Ask most retailers how a store performed yesterday and they will quote you a sales number. It is the figure on the end-of-day report, the one that rolls into the weekly summary and the one the district manager glances at first. It is also, by itself, one of the most misleading numbers in the building.
Sales tells you what the register recorded. It does not tell you what left the store. The gap between those two things (merchandise that walked out without ever being paid for, drawers that came up short, voids that covered a hand in the till) is invisible to the sales number by design. A store can post a strong day and quietly lose a meaningful slice of it on the same day, and nothing in the standard report will say so.
The Revenue Integrity Score exists to close that gap. It answers one question, per store, per day: of everything that left your store, how much was actually paid for?
Why one number, and why per store
Operators do not suffer from a shortage of data. They suffer from a shortage of attention. A regional manager with forty stores cannot study forty dashboards every morning, so in practice they study none of them and rely on the sales report plus a gut feeling about which locations are trouble.

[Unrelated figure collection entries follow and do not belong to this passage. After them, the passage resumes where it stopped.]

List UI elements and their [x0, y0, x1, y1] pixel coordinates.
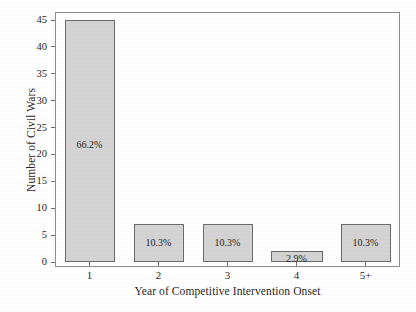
bar: 10.3%	[203, 224, 253, 262]
bar-chart-figure: Number of Civil Wars 051015202530354045 …	[0, 0, 416, 312]
y-tick-label: 25	[25, 120, 47, 136]
bar-value-label: 10.3%	[204, 237, 252, 248]
x-tick-label: 3	[208, 269, 248, 281]
y-tick-label: 20	[25, 146, 47, 162]
bar-value-label: 10.3%	[135, 237, 183, 248]
y-tick-label: 5	[25, 227, 47, 243]
y-tick-label: 15	[25, 173, 47, 189]
y-tick-label: 10	[25, 200, 47, 216]
y-tick-label: 40	[25, 39, 47, 55]
x-tick-label: 5+	[346, 269, 386, 281]
y-tick-label: 35	[25, 66, 47, 82]
x-tick-mark	[158, 262, 159, 266]
bar-value-label: 66.2%	[66, 139, 114, 150]
x-tick-mark	[296, 262, 297, 266]
y-tick-label: 30	[25, 93, 47, 109]
x-tick-mark	[365, 262, 366, 266]
plot-area: 66.2%10.3%10.3%2.9%10.3%	[55, 20, 400, 262]
x-tick-label: 1	[70, 269, 110, 281]
x-tick-label: 2	[139, 269, 179, 281]
y-tick-label: 45	[25, 12, 47, 28]
x-tick-mark	[227, 262, 228, 266]
bar-value-label: 10.3%	[342, 237, 390, 248]
x-tick-label: 4	[277, 269, 317, 281]
bar: 10.3%	[134, 224, 184, 262]
bar: 66.2%	[65, 20, 115, 262]
x-axis-title: Year of Competitive Intervention Onset	[55, 285, 400, 297]
y-tick-label: 0	[25, 254, 47, 270]
x-tick-mark	[89, 262, 90, 266]
bar: 2.9%	[271, 251, 323, 262]
bar: 10.3%	[341, 224, 391, 262]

One number per store fixes the attention problem. The Revenue Integrity Score is a single percentage you can scan down a list in seconds. A store sitting at a healthy figure does not need you today. A store that slipped four points overnight does. The score is not meant to replace investigation; it is meant to tell you, instantly, where investigation is worth your time. That is the whole value of a headline metric: it turns “check everything” into “check these three.”
What goes into it
The score is not a survey or an estimate pulled from a monthly stocktake. It is computed from the closed loop (the real-time join of CASH, POS, CAM, and LABOR), which means it reflects what genuinely happened on the floor, not what someone reconstructed weeks later.
In plain terms, it weighs the merchandise the cameras saw leave the store against what the registers recorded as paid, and it accounts for the cash side: voids that do not match a customer at the register, drawers that come up short, discounts that cluster in ways legitimate discounts do not. When the camera shows product leaving the cooler that the POS never rang, that delta pulls the score down. When the drawer reconciles cleanly and what left was paid for, the score holds.
Because every input is joined in real time, the score moves with the day rather than lagging it. You are not waiting for the end-of-month count to discover a hole that opened three weeks ago. The number reflects this morning.
An illustration
Consider a convenience store that rings $12,000 on a busy Saturday. The sales report is happy. But suppose, illustratively, that the cameras saw roughly $400 of merchandise leave without a matching transaction: a few concealments in the aisle, a couple of mis-scans at the register, one void that covered a short drawer. The store did not make $12,000. It made closer to $11,600, and it has a pattern worth looking at.
The sales number cannot tell you any of that. The Revenue Integrity Score can, and it does it the same day, with the relevant clips attached so the figure is reviewable rather than accusatory. (Those dollar figures are an illustration of how the metric behaves, not a measured result.)
What it is not
The Revenue Integrity Score is not a shrink percentage in the traditional sense. Traditional shrink is a backward-looking accounting figure, calculated after a physical count, blending theft with paperwork errors, damage, and miscounts into one number you cannot act on until the next count. By then the trail is cold.
The integrity score is the opposite: forward-looking, daily, and attributable. It does not wait for a count because it does not need one. It reads what left and what was paid, continuously. And it does not lump every cause together, because the loop knows the difference between a concealment caught on camera and a clean transaction.
It is also not a verdict on your staff. A score can dip for reasons that have nothing to do with the people on shift: a display moved into a camera blind spot, a register configured to void too freely, a delivery that never got reconciled. The number tells you where to look. The clips and the loop tell you why.
How operators actually use it
In practice the score becomes the first thing a multi-store operator opens. The portfolio view ranks every location by its Revenue Integrity Score, worst first. The manager opens the bottom few, reviews the events that pulled each score down (each one carrying its footage and its context), and decides what to do. The healthy stores get a glance and a nod.
Over time the score becomes a language. “Store 14 is at ninety-six” means something specific and shared, the way a credit score or a temperature does. It compresses a messy, multi-stream reality into one honest figure, and it does it without asking the operator to become a data analyst.
That is what a real operating metric should do: not add another chart, but remove the need to read the other charts unless the headline tells you to. Argus is in private beta with gas station, convenience, and grocery operators. If you want to see your stores scored on what was actually paid for, talk to us.